John Haddon and Co., 27, Ivy Lane.

In the present state of periodical literature, it becomes the imperative duty of all the sincere friends of the Evangelical Magazine to rouse themselves to redoubled exertions on its behalf. As every revolving month brings along with it the intelligence of some new and rival publication, it is clear, even to demonstration, that nothing short of a conscientious attachment can long secure the present extensive sale of this popular Magazine.

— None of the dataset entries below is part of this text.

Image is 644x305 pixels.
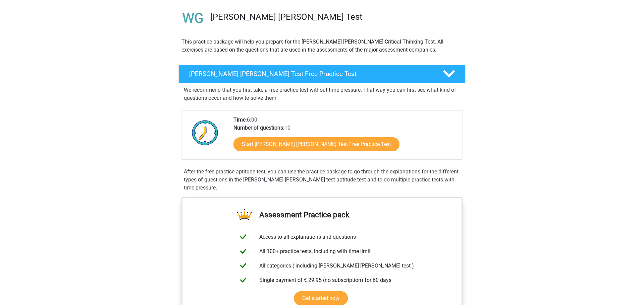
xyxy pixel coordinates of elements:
[234,124,285,131] b: Number of questions:
[182,38,463,54] p: This practice package will help you prepare for the [PERSON_NAME] [PERSON_NAME] Critical Thinking...
[210,12,460,22] h3: [PERSON_NAME] [PERSON_NAME] Test
[179,4,207,32] img: watson glaser test
[188,116,222,149] img: Clock
[234,116,247,123] b: Time:
[181,168,463,192] div: After the free practice aptitude test, you can use the practice package to go through the explana...
[189,70,432,78] h4: [PERSON_NAME] [PERSON_NAME] Test Free Practice Test
[228,116,462,159] div: 6:00 10
[234,138,399,151] a: Start [PERSON_NAME] [PERSON_NAME] Test Free Practice Test
[176,64,468,83] a: [PERSON_NAME] [PERSON_NAME] Test Free Practice Test
[184,86,460,102] p: We recommend that you first take a free practice test without time pressure. That way you can fir...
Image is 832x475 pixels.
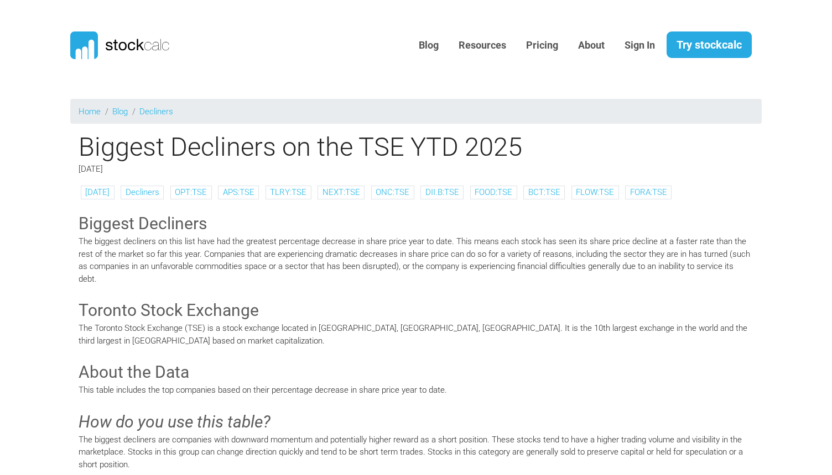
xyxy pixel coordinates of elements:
a: About [569,32,613,59]
a: FOOD:TSE [474,187,512,197]
span: [DATE] [79,164,103,174]
h1: Biggest Decliners on the TSE YTD 2025 [70,132,761,163]
a: Blog [112,107,128,117]
a: FLOW:TSE [576,187,614,197]
p: The biggest decliners on this list have had the greatest percentage decrease in share price year ... [79,236,753,285]
h3: Toronto Stock Exchange [79,299,753,322]
a: Home [79,107,101,117]
a: Try stockcalc [666,32,751,58]
h3: How do you use this table? [79,411,753,434]
a: OPT:TSE [175,187,207,197]
p: The Toronto Stock Exchange (TSE) is a stock exchange located in [GEOGRAPHIC_DATA], [GEOGRAPHIC_DA... [79,322,753,347]
p: This table includes the top companies based on their percentage decrease in share price year to d... [79,384,753,397]
a: TLRY:TSE [270,187,306,197]
a: [DATE] [85,187,109,197]
h3: About the Data [79,361,753,384]
p: The biggest decliners are companies with downward momentum and potentially higher reward as a sho... [79,434,753,472]
a: Pricing [517,32,566,59]
a: FORA:TSE [630,187,667,197]
h3: Biggest Decliners [79,212,753,236]
a: ONC:TSE [375,187,409,197]
a: Blog [410,32,447,59]
a: Resources [450,32,514,59]
a: NEXT:TSE [322,187,360,197]
a: APS:TSE [223,187,254,197]
a: Decliners [126,187,159,197]
a: BCT:TSE [528,187,560,197]
a: Sign In [616,32,663,59]
a: Decliners [139,107,173,117]
nav: breadcrumb [70,99,761,124]
a: DII.B:TSE [425,187,459,197]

The question, then, is, Do the reasons of such conscientious attachment exist? We humbly submit that they do, and that to a degree that all may perceive, if they will but allow themselves to reflect. In the first place, let it be distinctly remembered that the Evangelical Magazine has been a main agent, in the hand of Divine Providence, in originating and building up most of those religious and charitable institutions which are the glory of our country, and the blessings of mankind. The friends of Missions, of Tract Distribution, and of Bible Societies, ought, one and all, to be friends and supporters of the Evangelical Magazine; for its pages bear ample testimony to the fact, that these institutions are all greatly its debtors, and that, too, at periods of their history when scarcely any extensive periodical advocacy but its own existed. It may be affirmed, with confidence, that the great and good men who originated, and for many years conducted, this periodical, were, some of them, the honoured individuals who formed the societies in question, and who exerted their utmost energy in fully establishing them in the confidence of the Christian public

In the second place, the catholic and neutral ground taken by this Magazine entitles it to a place in the hearts and in the libraries of all sincere Christians. Times, indeed, have materially altered since first its originators threw it on the patronage of the religious world. The evangelical clergy of the national church have been greatly multiplied, and various monthly publications have sprung up to represent the several shades of religious opinion and feeling which exist in that rapidly-increasing section of the Christian Church; but surely the men who stand in the place of Eyre, and Haweis, and Newton, cannot allow themselves to look with indifference or disaffection upon a work-almost the only one in this day of sectarian zeal-which aims, according to its original design, to unite the divided children of God, and to urge forward that great and happy crisis, when "they all shall be one," and when, in that auspicious union, the world shall be compelled to trace the divinity both of Christ and his Gospel. And, on the other hand, if Protestant Dissenters of the evangelical order have found it necessary, which we by no means deny, to set up their several organs of ecclesiastical literature, let them not forget that Bogue, and Waugh, and Greathead, and Fuller, and Ryland, and Townsend, and Wilks, were the honoured men who originated and advocated the catholic and inclusive principle of this Magazine.